Strengthening the economic autonomy of Quilombola communities is also a way of strengthening their ability to remain in their territories and shape their own futures. 

President Luiz Inácio Lula da Silva at the III Meeting of CONAQ's Quilombola Women's Collective - Photo credit: CONAQ

Progress worth celebrating 

During the meeting, 18 Quilombola communities received formal land titles. 

This was one of the most significant moments of the gathering. For communities, a land title means something much greater like security, reduced vulnerability and stronger conditions to govern their territories, protect their ways of life and plan for future generations. 

The presence of President Luiz Inácio Lula da Silva underscored the national significance of Quilombola demands and reinforced a simple point: territorial rights are not a favour or a benefit. They are constitutional rights. 

The participation of civil society organisations, institutional partners and allies strengthened the wider network supporting Quilombola communities. It also reinforced one of the central messages of the week: there can be no climate justice without secure territorial rights, and no just ecological transition without recognising the leadership of Black Quilombola women. 

III Meeting of CONAQ's Quilombola Women's Collective - Photo credit: CONAQ

Who protects the women protecting the territories? 

One of the most important announcements of the gathering was the launch of Project Cafuné, a CONAQ initiative focused on the protection and collective care of Quilombola women human rights defenders. 

The initiative brings together actions related to mental health, wellbeing, safety and territorial defence. Its starting point is simple but urgent: protecting territories also means protecting the people who defend them. 

According to CONAQ leaders, the project’s priorities go beyond traditional public security measures. They include: 

  • accelerating the formal recognition of Quilombola territories; 
  • preventing illness and burnout; 
  • strengthening access to mental health care; and 
  • developing collective care mechanisms for women defenders. 

This focus on care is not secondary to the struggle for land rights. It is central to it. 

Launch of Project Cafuné Photo Credit: CONAQ

Delays in land titling, constant threats, land conflicts and the impacts of climate change have all taken a profound toll on Quilombola communities. Research published by Brazil’s Oswaldo Cruz Foundation (Fiocruz) at the end of 2025 found that Quilombola adults die more frequently from preventable causes than the Brazilian population as a whole. Among women, mortality from acute myocardial infarction is 18% higher, while deaths from stroke are 38% higher. 

These findings make clear that territorial insecurity is also a public health issue. Defending land can come at a cost, and any serious commitment to land rights must also include the safety, dignity and wellbeing of those on the frontlines. 

III Meeting of CONAQ's Quilombola Women's Collective - Photo credit: CONAQ

A future shaped from the territories 

The III Meeting of CONAQ’s Quilombola Women’s Collective reaffirmed that the struggle for land rights is inseparable from climate justice, historical reparation, democracy and care. 

It was a gathering of achievements, but also of questions that remain urgent: How can land rights be secured faster?
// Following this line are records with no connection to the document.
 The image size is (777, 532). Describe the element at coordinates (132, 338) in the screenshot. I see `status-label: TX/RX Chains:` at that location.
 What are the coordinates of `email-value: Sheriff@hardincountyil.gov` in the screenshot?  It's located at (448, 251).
How can women defenders be better protected? How can communities strengthen their economies without compromising their territories? How can public policy reflect the knowledge and leadership that already exist in Quilombola communities? 
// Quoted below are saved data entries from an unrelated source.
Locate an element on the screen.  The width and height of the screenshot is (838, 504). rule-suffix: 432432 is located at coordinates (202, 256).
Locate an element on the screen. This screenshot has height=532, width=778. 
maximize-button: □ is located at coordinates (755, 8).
For Tenure Facility, the answer begins with investing in the organisations and movements that sustain this work every day. 

Supporting Quilombola women’s leadership means supporting stronger communities, healthier territories, more inclusive governance and more durable responses to the climate and social challenges of our time. 

The title of this piece borrows a phrase from the late Quilombola intellectual and thinker Nêgo Bispo, whose reflections on territory, ancestry and collective life continue to inspire movements across Brazil:

“We are the middle, the beginning and the middle.”

By the end of the week, those words felt less like a quote and more like a description of the movement unfolding before us. Quilombola women are not only defending what has been passed down to them. They are shaping what comes next.